An architect’s craft is more than just creating built environments, instead, these built spaces of interaction are venues for communication and inception of new ideas. Architecture has a great impact on how its occupants live and think. At the same time, a designed space affects its surroundings and the whole community as well.
Public spaces, places of commerce, transportation, and even our humble abodes influence people in the way they live, perceive and think. Built spaces are about people and by their people.
When people are put together, they can behave in many surprising ways. When placed in a space, people will tend to communicate and collaborate just as when observing people in a crowd. While designed spaces can never fully control people, they can encourage or discourage movement and behavior. The unpredictability of human interaction makes designing social spaces the most challenging work an architect can partake.
Architecture is known as the marriage of art and science, and, arguably an embodiment of different fields in humanities and social sciences.
Beginnings
The role of built spaces as an interactive space can be seen at the very onset of human civilizations. In 2011, a review by Wil Roebroeks and Paola Villa state that fire is used in Europe around 400,000 years ago as ancient humans expanded into colder climates. For the cave dwellers, they gather around a firepit were eating, sleeping, making tools and, other daily activities take place.
Roman and Greek architecture are great examples of how architecture influences people in their interactions with society. Thermae, stoa, temples, and theaters are a few examples of communal spaces during ancient times.
Architecture and Social Interactions:
A Common Ground for the diverse building that is intended for public use can be a common ground for people with different philosophies or cultures to come together and express openly. It is a stage where people can openly express, work, and share ideas comfortably.
Public parks, for instance, are designed with the community in mind. Amenities such as picnic grounds, bike lanes, and cycling create activities that individuals and families can enjoy.
- Multi-point Experiences
This is key to building vibrant neighborhoods and lively communities. With a community space where shops, groceries, residences, and others that bring different families together to a single communal space. A neighborhood with multiple nodes of destinations creates a layered multiplicity of experiences. This structure fosters connection and communication while creating culture from the daily routines that interplays within the community.

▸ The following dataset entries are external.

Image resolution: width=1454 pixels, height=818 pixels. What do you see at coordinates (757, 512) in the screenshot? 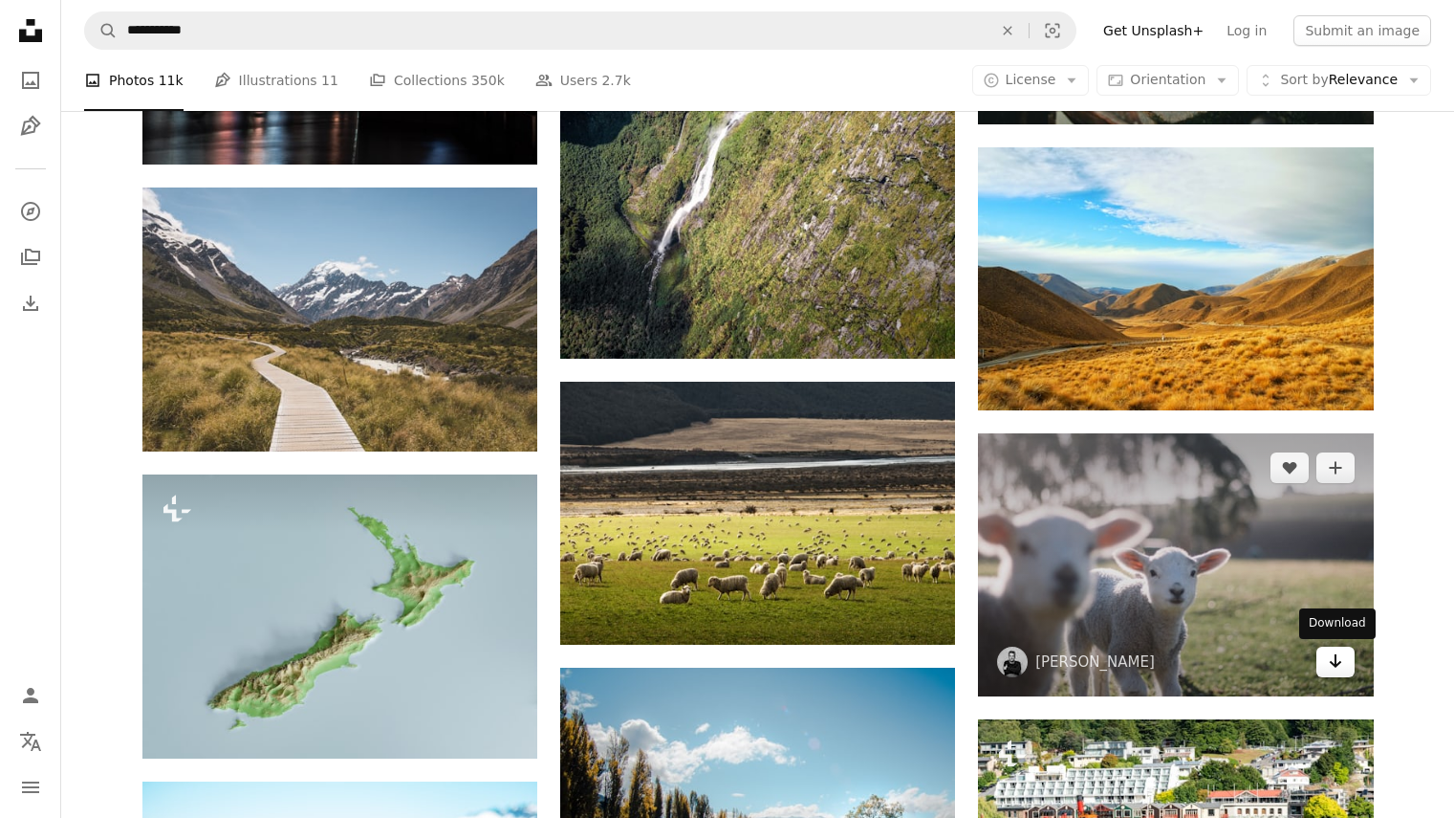
I see `a: herd of sheep on grass field` at bounding box center [757, 512].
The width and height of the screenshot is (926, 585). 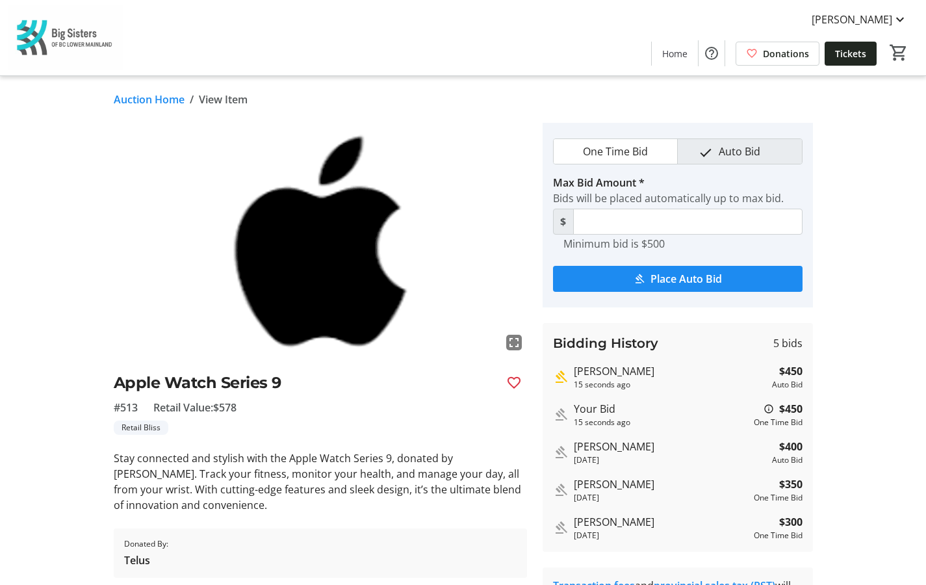 What do you see at coordinates (712, 53) in the screenshot?
I see `button: Help` at bounding box center [712, 53].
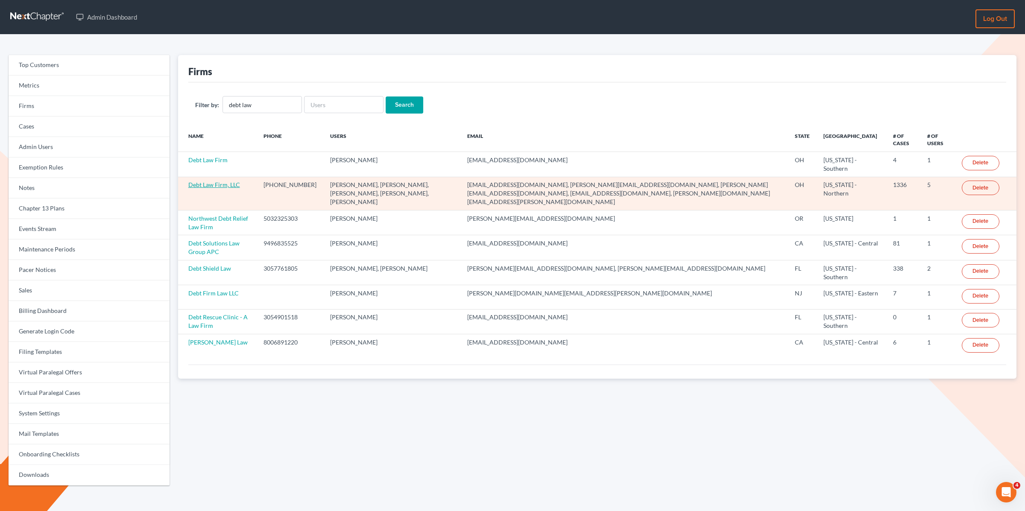  What do you see at coordinates (89, 291) in the screenshot?
I see `a: Sales` at bounding box center [89, 291].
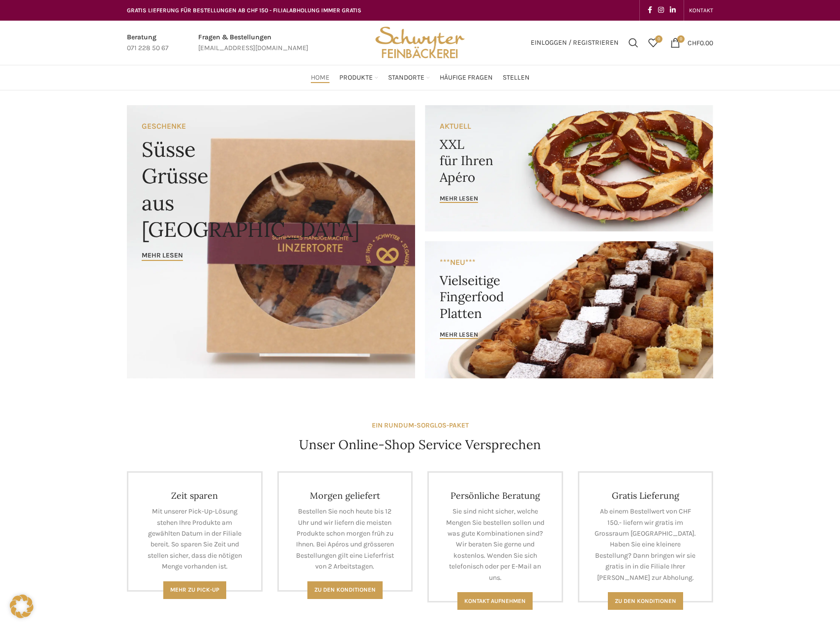 The image size is (840, 628). Describe the element at coordinates (691, 43) in the screenshot. I see `a: 0 CHF0.00` at that location.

- Showcases Different Cultures
As architecture values human experiences, it creates spaces where social connections are created among different cultures. Museums, galleries, and monuments can provide a glimpse if not tell stories of the past for generations to see. Architecture educates us making us closer and understanding of different philosophies and cultures.
- Creates New Culture
Probably the best example of how a place creates a new culture is our learning environments. Where a school houses students with different backgrounds congregate and build new social circles and networks.
- Brings the Family Closer
Let’s not forget that architecture brings families together. Homes are designed in the context of their owners’ preferences and their ways of living. The residential building is the perfect example of how architecture can bring a balance between aesthetics and function. With a common space that both serves individual and communal needs of the family.
With the advent of technology, the concept of space may obscure as traditional social interactions through physical spaces are challenged by online and remote communication. But as social beings, our sense of belongingness and need for social connections to a personal level is still innate within us. And, there’s a sense of authenticity and deeper connection when it comes to the traditional social interaction compared to the online version.
As a conceived design can either unite or isolate us, the architecture will definitely stay as a powerful force that the society will have in the many years to come.